With respect to "freezing temperatures", you're right. But a chilling wind, or rather airflow, has been shown to be a significant accelerator of water pipe freezing once temps do get low enough (which, by the way...is lower than most people realize...i.e. well below 32F)
Disregarding Wind Chill per se, OP might be able to use some of the data from this study to use a combined temp threshold AND wind SPEED to invoke his actions on actual measurements vs calculations. My application is out of the wind ...but my heat source is set to kick in at 28F; enough of a safety margin/lead time to avert a problem.
What I'm really wondering about is what the hell those hummingbirds are doing still around once it's getting anywhere close to 1.5C ! The ones I'm familiar with are long gone South by then
I was thinking the exact same thing. I live in NC and the humming birds have been gone since ~October, long before temperatures ever get close to freezing.

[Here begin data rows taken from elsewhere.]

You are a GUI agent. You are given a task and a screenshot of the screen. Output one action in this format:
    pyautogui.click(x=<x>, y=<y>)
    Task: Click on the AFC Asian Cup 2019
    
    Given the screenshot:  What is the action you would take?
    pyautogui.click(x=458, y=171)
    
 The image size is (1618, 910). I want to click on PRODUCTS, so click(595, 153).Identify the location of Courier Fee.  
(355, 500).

Yes, that's what I said previously. It's not about the final temperature, it's about how quickly that temperature is reached. Your pipes will never get colder than the ambient temperature, no matter how strong the wind is. But a strong wind will make them freeze sooner, because the heat is lost more quickly. It actually makes perfect sense if you think about it. How quickly heat transfers by conduction is proportional to the difference in temperature. Cold air takes on heat from the warmer pipes, which become cooler. But as the air gets warmer, the cooling rate slows down. However if the wind is constantly blowing the warmer air away, then the cooling rate never slows down, and the pipes reach the minimum temperature more quickly.
@kellross, here's a quick and dirty hack of a wind chill calculator. I don't have anything to monitor windspeed so you can see I set it to a value of 10 just for testing. You should be able to add any wind speed sensor you are using. It will run every five minutes and update a hub variable you setup in the config.

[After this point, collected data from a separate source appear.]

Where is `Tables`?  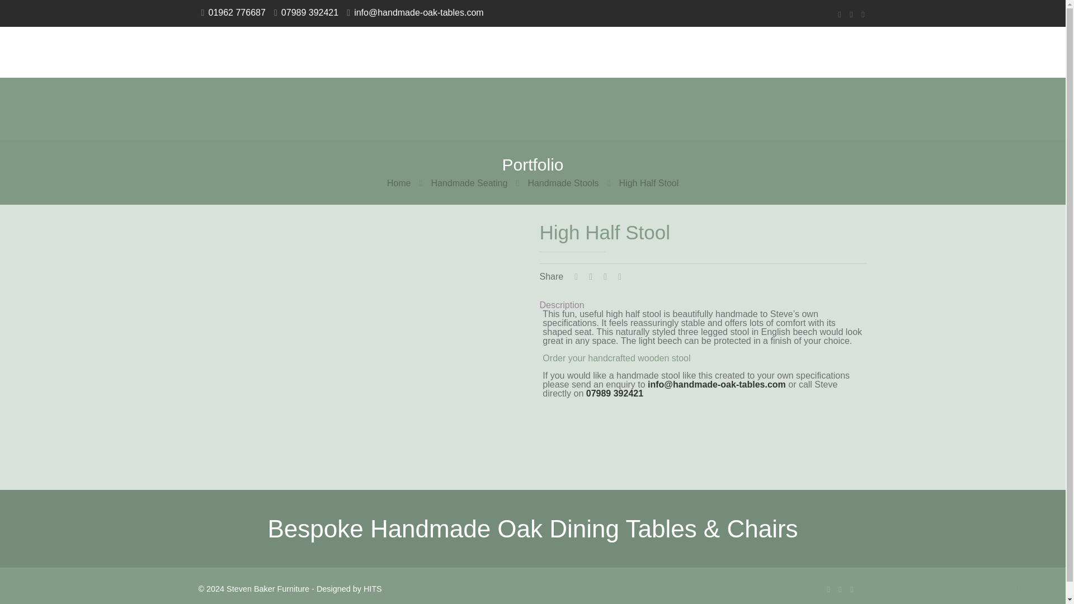
Tables is located at coordinates (397, 51).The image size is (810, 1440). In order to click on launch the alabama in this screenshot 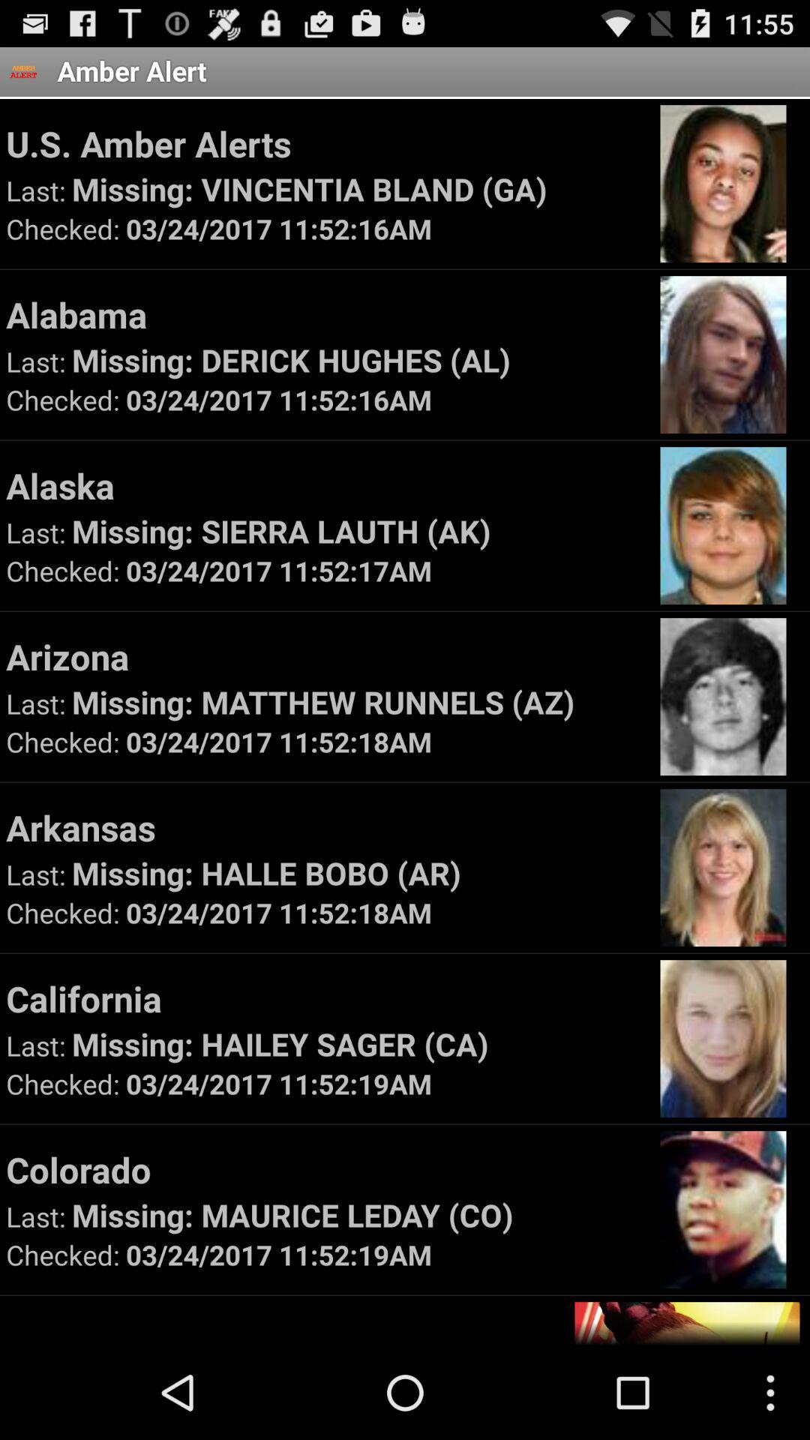, I will do `click(325, 314)`.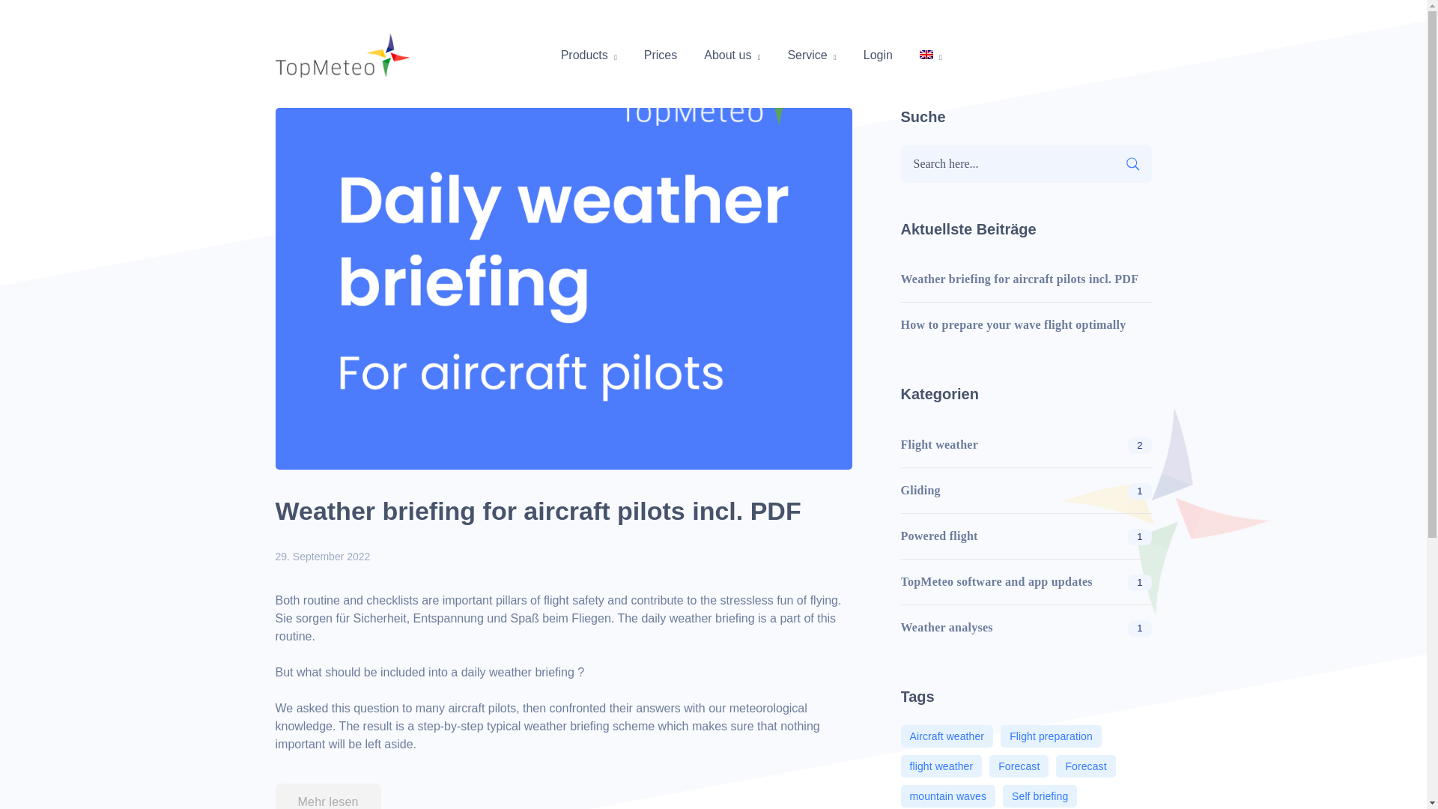  What do you see at coordinates (328, 796) in the screenshot?
I see `Mehr lesen` at bounding box center [328, 796].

Thank you for the suggestion.
I didnāt know about WebCoRE. Seems I am learning more every day about capabilities and community apps available for the HE. Iāll look into WebCoRE as a way to calculate this.
I believe this is a description of heat loss by convection, which does apply to a bowl of sugar water sitting out on a calm vs. windy day.
Something like this seems āclose enoughā for this application. The wind chill calculation is, as far as I can tell, needlessly complex if the goal is to prevent a bowl of sugar water from freezing.
I love this heater idea. Did you make or buy it? Of course I am thinking about this AFTER it is freezing here, not before, and this would save me having to rotate the feeders all day. Already figuring out who I would do itā¦..
Man oh man this is a bigger deal than I ever imagined. Don't tell the mid-Continent hummers about this, I'm fine with them actually MIGRATING outta here for a few months!